The Expensive Folly of Federal Executions

In recent decades, the United States has gone through a vast experiment in crime and punishment to answer the question: “What would happen if you began phasing out the death penalty?” We have an answer, not that the Trump administration cares.

At Donald Trump’s campaign rallies, you could see people in T-shirts with the message: “Trump 2016. F— your feelings.” But when it comes to capital punishment, the president and his supporters put their visceral impulses above real-world experience.

In July, Attorney General William Barr announced that the federal government would resume executing inmates who have been given death sentences, something it hasn’t done since 2003. The Justice Department says this will serve the purpose of “bringing justice to victims of the most horrific crimes.”

In Barr’s mind and many others, that may be true. But while the thirst for vengeance may be understandable, it is a weak basis for criminal justice. It offers no more protection for society at large than a sentence of life without parole.

Death sentences are handed out in an unpredictable and arbitrary manner. Among the factors are the preference of the prosecuting office, the location of the crime, the race of the killer and the race of the victim.

When it comes to whether the death penalty will be sought, says Robert Dunham, executive director of the Death Penalty Information Center, “the biggest factor is not what you did, but who the prosecutor is who makes the decision.”

A murder that might be deemed to warrant the death penalty in one county might not be in the adjacent one, and likewise with one state versus another. In the case of the federal death penalty, the key may be whether it takes place on federal land. The border between life and death can be a literal border.

Race takes a leading role. Studies of different states have found that those who kill white people are far more likely to get death sentences than those who kill African Americans. Dunham says the data indicate that in the capital punishment process, “black lives don’t matter as much.”

The Supreme Court struck down all death penalty laws in 1972 and established standards for restoring them. Most states rushed to make the needed changes, and executions became increasingly frequent, rising from one in 1981 to 23 in 1990. But the murder rate barely budged over that period.

During the 1990s, supporters could claim a turnaround. As the number of executions rose to a peak in 1999, the murder rate dropped by more than a third. But the improvement can’t be attributed to capital punishment, because it was part of a broad drop in crime. Aggravated assaults, which aren’t subject to the death penalty, declined even more than murders.

As dozens of death row inmates were exonerated and public support for capital punishment ebbed, the number of death sentences carried out has plunged by 74%, from 98 at the peak to 25 last year. Today, reports the DPIC, 21 states have abolished it, and four others have moratoria declared by their governors.

Barr said in 1991, “We need a death penalty to deter and punish the most heinous federal crimes such as terrorist killings.” Oh? Where is the evidence that it deters anyone? As executions became far less common after 1999, the national murder rate didn’t climb, as you might expect. It declined slightly.

The idea that al-Qaida confederates would be scared straight is especially ludicrous. People who contemplate terrorism are not the sort who buy annuities to provide for their old age.
The 9/11 hijackers were at no risk of a lethal injection, because their own deaths were part of the plan. Suicide bombers don’t worry about prosecution. Mass shooters face a higher risk of dying at the scene than in a prison execution chamber.

The administration’s insistence on pursuing the death penalty makes anger a higher priority than fiscal economy. Seeking and imposing it is far more expensive than settling for life imprisonment for killers.

A study found that Louisiana spent $200 million over the past 15 years on the death penalty system that yielded one execution. In 2008, a California commission figured the state could save about $125 million a year by abandoning capital punishment.

The Trump administration and its supporters, however, don’t care that the death penalty wastes money and fails to deter crime. All that matters is how it makes them feel.

Steve Chapman is a columnist and editorial writer for the Chicago Tribune. His twice-a-week column on national and international affairs, distributed by Creators Syndicate, appears in some 50 papers across the country.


▶ _What you will do_: Copy out every line of the data that has the word "caption" somewhere in it.

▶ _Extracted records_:

+--

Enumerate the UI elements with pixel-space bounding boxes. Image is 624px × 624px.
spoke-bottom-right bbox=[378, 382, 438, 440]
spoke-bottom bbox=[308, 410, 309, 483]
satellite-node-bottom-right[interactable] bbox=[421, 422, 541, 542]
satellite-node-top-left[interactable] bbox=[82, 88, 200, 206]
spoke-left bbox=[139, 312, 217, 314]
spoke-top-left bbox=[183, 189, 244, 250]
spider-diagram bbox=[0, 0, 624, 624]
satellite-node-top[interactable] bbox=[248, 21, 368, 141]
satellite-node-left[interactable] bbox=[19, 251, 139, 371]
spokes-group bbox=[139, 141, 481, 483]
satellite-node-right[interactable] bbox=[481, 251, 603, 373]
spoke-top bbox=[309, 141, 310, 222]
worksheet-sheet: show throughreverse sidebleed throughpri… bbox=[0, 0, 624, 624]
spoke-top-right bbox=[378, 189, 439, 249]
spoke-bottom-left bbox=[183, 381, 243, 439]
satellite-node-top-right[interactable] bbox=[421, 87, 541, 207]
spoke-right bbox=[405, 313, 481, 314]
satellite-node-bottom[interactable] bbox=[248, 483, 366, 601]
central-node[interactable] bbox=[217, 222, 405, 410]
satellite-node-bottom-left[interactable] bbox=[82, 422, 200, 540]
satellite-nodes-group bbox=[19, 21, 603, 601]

+--

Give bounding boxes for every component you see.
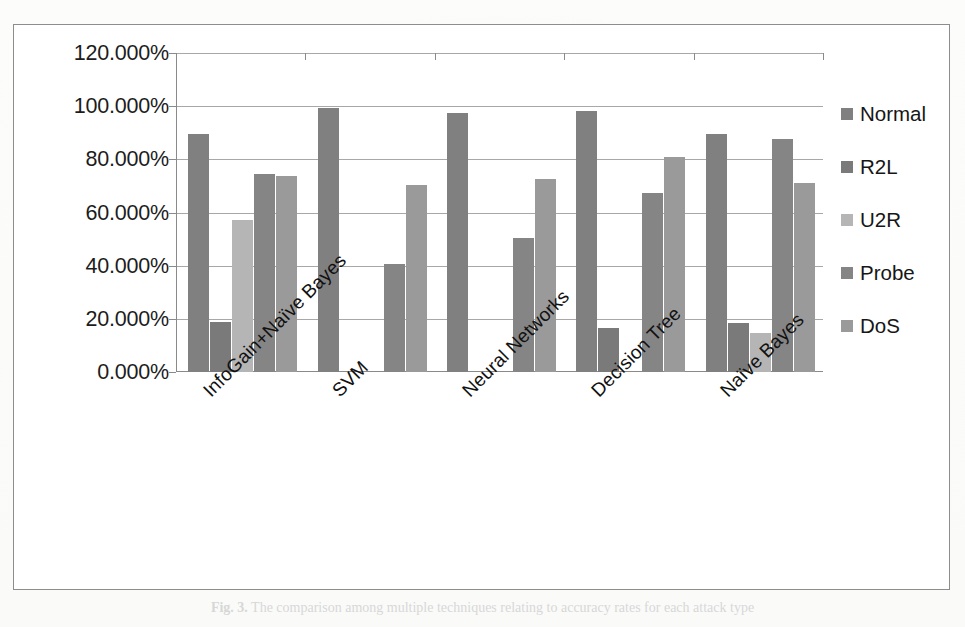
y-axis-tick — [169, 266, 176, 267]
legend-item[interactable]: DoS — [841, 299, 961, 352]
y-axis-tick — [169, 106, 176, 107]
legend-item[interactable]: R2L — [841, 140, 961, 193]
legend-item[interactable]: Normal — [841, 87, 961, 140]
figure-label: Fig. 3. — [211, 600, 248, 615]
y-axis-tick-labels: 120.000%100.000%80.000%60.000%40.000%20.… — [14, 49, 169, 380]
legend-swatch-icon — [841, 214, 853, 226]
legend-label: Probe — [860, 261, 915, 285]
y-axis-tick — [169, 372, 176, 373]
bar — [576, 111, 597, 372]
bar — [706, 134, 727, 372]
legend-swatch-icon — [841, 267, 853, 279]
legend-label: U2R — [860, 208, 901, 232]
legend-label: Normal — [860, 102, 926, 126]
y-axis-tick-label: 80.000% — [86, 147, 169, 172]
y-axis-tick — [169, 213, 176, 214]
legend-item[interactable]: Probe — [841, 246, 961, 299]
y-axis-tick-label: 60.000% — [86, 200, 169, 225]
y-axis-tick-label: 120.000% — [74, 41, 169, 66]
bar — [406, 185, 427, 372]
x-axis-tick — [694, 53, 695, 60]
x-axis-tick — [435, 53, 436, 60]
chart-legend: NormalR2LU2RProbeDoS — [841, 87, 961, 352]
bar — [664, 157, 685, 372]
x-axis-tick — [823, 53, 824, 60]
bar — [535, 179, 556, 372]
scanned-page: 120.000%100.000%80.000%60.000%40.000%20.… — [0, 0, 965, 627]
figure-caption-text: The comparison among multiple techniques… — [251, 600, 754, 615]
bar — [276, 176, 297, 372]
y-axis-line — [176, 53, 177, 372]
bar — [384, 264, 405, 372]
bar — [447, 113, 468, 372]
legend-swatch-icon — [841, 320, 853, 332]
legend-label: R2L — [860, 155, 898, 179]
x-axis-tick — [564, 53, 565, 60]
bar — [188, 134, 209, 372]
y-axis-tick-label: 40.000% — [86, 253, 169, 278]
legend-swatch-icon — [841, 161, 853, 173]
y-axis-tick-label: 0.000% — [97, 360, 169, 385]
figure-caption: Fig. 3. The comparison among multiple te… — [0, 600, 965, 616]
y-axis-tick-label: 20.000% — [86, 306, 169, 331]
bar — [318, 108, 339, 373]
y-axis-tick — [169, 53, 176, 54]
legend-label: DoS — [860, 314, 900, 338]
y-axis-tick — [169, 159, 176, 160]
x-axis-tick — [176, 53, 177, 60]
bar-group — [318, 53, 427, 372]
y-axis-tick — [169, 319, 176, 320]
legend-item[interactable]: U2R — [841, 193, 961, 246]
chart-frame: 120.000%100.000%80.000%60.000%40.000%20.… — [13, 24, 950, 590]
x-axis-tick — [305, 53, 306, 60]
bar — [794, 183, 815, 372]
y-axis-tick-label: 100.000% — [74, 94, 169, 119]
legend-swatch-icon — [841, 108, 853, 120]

+--

▶ _Completed task_:
figure-caption-text: The comparison among multiple techniques… — [251, 600, 754, 615]
figure-caption: Fig. 3. The comparison among multiple te… — [0, 600, 965, 616]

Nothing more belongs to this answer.